If you’re a developer, it holds the promise of making the development and production deployments so similar that bugs that would previously only be caught in production can be found early on in the development cycle. And it makes fully automated CI/CD almost close enough to touch without miles of handwritten scripts.

Alas, it is not all things to all people, and when given a choice, the Kubernetes team will always favor the production orchestration side and developers get left behind. Fully automated CI/CD is still an arduous task, and every development shop still requires DevOps to write those miles of handwritten scripts. In this article, I will try to enumerate where Kubernetes falls short in a development environment.


1. Docker in Docker

This should strike fear in the hearts of everyone who has needed to deal with it. Docker is not suited to run inside itself, and Kubernetes orchestrates Docker containers. So if your pipeline needs Docker to build an image and your pipeline is run under Kubernetes, you need to run Docker inside of Docker, which gives me a headache just thinking about.

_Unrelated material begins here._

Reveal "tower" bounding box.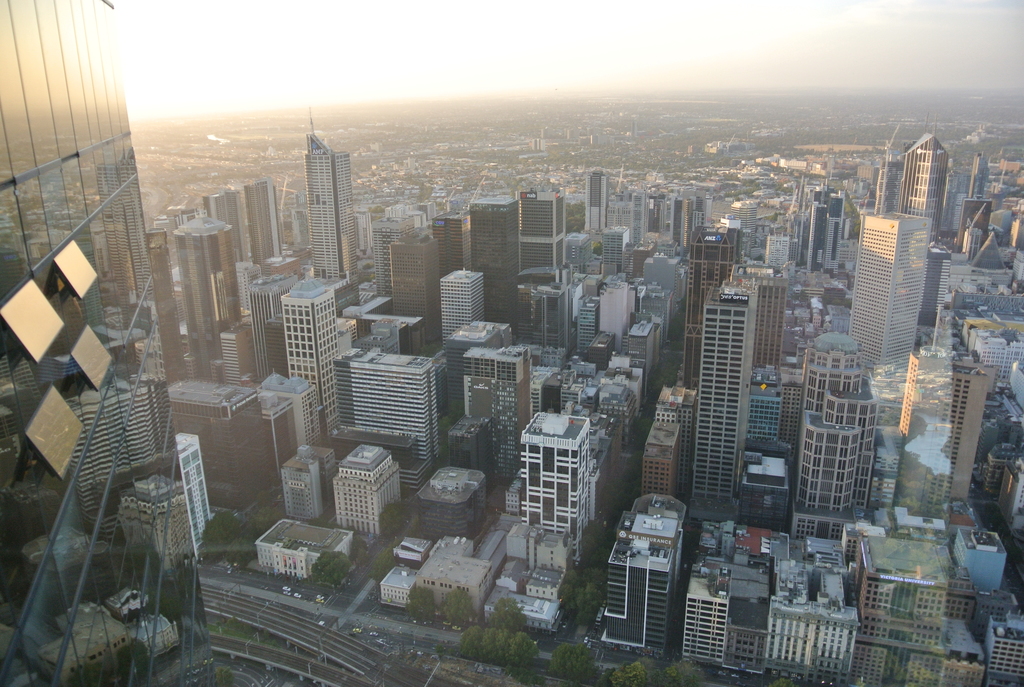
Revealed: 483:185:526:332.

There are two solutions to this problem. The first is to hijack the Docker socket of the outside host. This makes your Docker container running inside more of a sibling container than a child container. Let me explain. Docker is divided into two parts: the command-line interface and the Docker machine. The two communicate through a well-known socket, so when you type in a Docker command, the command-line program sends a message via the socket to the Docker machine, which does most of the work. So if you issue a Docker command-line instruction from inside a container, it will send the message to the Docker machine of the outside host. The drawback to this solution is that the inner container needs to be privileged to access the Docker socket of the outside host.

The second solution is to emulate Docker via another program. There are a plethora of these non-Docker emulation programs, such as Buildah or Kaniko. But Docker actually handles a lot of tasks: building images, dealing with the container registry, and running images. The two aforementioned programs only deal with building and pushing to container registries. Other programs can be used for more access to container registries.

So while there are solutions for eliminating Docker from the build process, no one does Docker like Docker.